Wallace, considered by some area pundits, as a top-five CSRA freshman to watch, represents one of those building blocks Horn says he’s got with his younger players that he thinks can help this program turn a big corner this coming season.
“In addition to the other guys who learned, we’ve got senior leadership in Jonathan (Youngblood), we’ve got juniors like Cam who are ready to take over that leadership place, and we have freshmen like Wallace who are projected to get some decent minutes in their first year.”
Horn says a player like Wallace is huge for program momentum.
“It’s the first time Cross Creek has had a player with that much notoriety to start a season out of Middle School in a long, long time,” he said. “Just him coming into the program will make people want to watch because they know what he did in 7-on-7s, and they know what he did in middle school.
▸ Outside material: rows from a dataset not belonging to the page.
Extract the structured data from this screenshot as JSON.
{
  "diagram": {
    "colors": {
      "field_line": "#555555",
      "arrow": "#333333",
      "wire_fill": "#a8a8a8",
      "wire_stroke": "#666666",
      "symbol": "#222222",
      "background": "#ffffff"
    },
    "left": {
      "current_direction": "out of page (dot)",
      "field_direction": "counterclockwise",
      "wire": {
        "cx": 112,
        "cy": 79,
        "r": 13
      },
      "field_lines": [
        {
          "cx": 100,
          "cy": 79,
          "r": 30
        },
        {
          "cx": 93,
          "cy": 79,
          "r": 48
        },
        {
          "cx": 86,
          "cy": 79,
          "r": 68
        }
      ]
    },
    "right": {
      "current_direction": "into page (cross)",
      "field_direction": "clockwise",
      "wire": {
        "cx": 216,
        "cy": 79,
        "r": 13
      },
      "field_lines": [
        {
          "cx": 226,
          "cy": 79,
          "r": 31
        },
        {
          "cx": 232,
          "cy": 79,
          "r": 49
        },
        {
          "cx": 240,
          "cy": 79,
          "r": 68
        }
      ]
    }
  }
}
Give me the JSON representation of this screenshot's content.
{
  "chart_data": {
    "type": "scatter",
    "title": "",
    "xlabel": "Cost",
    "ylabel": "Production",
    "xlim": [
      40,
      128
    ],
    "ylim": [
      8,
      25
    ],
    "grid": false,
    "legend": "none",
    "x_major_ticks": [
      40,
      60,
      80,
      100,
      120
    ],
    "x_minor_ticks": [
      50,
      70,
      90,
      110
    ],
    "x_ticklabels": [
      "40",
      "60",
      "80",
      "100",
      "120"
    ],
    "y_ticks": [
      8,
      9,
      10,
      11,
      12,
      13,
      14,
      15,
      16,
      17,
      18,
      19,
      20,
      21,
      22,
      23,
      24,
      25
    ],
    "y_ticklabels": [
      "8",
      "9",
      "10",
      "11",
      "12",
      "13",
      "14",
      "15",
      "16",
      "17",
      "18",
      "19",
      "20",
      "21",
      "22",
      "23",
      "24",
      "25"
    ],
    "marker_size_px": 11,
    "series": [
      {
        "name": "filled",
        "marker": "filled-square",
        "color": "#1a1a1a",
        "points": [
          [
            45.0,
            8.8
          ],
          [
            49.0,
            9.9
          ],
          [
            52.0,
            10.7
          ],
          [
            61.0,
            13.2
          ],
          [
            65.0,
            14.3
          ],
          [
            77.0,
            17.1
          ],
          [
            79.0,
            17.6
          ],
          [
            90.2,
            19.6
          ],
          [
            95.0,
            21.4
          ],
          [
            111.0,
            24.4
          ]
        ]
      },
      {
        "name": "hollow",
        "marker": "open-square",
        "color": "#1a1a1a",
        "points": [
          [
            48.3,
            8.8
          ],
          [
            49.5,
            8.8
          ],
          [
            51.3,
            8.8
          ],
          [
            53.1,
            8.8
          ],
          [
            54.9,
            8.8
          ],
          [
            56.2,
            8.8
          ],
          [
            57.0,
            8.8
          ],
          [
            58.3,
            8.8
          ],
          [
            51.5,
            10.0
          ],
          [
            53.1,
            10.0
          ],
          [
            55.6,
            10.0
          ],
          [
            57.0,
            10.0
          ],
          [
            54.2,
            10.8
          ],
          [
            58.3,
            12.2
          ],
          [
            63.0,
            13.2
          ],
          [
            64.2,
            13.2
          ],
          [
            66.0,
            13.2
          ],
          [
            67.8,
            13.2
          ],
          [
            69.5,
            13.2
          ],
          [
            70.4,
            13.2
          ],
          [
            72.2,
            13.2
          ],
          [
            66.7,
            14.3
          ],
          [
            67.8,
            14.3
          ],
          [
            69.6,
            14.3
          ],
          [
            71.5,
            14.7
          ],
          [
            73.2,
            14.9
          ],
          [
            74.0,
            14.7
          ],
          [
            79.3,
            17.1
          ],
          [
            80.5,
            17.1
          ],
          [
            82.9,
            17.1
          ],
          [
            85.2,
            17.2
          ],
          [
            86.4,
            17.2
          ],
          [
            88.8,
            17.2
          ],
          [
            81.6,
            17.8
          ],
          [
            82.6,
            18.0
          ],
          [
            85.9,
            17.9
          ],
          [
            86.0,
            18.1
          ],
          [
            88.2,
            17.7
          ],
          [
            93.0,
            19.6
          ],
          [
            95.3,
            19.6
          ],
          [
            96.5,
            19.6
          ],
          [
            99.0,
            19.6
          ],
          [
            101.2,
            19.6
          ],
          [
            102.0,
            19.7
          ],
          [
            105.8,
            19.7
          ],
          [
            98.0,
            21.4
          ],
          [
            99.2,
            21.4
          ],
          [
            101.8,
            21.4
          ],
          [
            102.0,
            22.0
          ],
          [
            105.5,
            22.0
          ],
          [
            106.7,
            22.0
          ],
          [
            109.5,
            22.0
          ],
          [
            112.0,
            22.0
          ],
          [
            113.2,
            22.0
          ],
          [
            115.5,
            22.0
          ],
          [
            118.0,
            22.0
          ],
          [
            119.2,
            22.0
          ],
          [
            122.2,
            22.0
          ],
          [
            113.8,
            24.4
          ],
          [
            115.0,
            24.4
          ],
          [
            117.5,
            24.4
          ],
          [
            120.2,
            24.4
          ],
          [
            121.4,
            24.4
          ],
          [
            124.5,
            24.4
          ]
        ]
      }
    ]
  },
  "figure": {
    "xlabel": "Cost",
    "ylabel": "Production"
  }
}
Now they’ll se, ‘Ok, Cross Creek has a quarterback now. Let’s see what they can do with that.’”
Great expectations
Cross Creek’s last winning season came in 2016 when then-coach Robert McCarty guided the Razorbacks to a 6-5 mark and a Class AAAA playoff appearance. Aside from that, Cross Creek has posted only two other winning seasons (2005 and 2007) and one other non-winning season — a 5-5 mark in 2011.
Horn doesn’t use that history, though, to set his team goals.
“Our goal this year is winning a region championship,” he said. “Right now, this staff feels as that a record of anything less than 7-3 is a loss for us. We feel that confident in this team and coaching staff. 7-3 is definitely doable. My expectation for the team is region title.”
In a region with Richmond County, Harlem, Hephzibah, Morgan County and Salem — all teams that had to replace a lot of talent due to graduation, Horn sees the contrast with his experience laden squad as a plus.
“While some of those teams have to replace entire defensives, or receiving corps, or maybe half their offensive line, we’ve got everything and everyone coming back,” he said.
He’s looking to shore up the defense, particularly from a tackling standpoint, and he wants to see his offense sustain drives as a way of helping to keep the defense fresh.
Beyond the X’s and O’s, Horn says the greatest key to long term success at Cross Creek is continuity. And that starts with himself and his coaching staff. Cross Creek has had just three coaches stay for more than three seasons since the school began in 1999. And all of those coaches (McCarty, Scott Tate and Kevin Hunt) stayed four years.
McCarty, whose tenure ended in 2016, is the last coach to stay more than two seasons. Horn says he wants to change that.
“I don’t plan on leaving Cross Creek football unless I get fired,” Horn said. “I’m not leaving this school. I’m enjoying the building process, seeing where these guys were this time last year until now. We’ve got a lot of work to do to make this program a winner, and we’re excited about it.”
And as far as Nixon is concerned, that all begins Friday with the scrimmage against Josey.
“We’ve worked for it, we’ve earned it,” Nixon said. “Now it’s time for us to go out there and show Richmond County what we’ve got and all the work that we’ve put in from last year, to the summer time. It’s time to show what we can do.”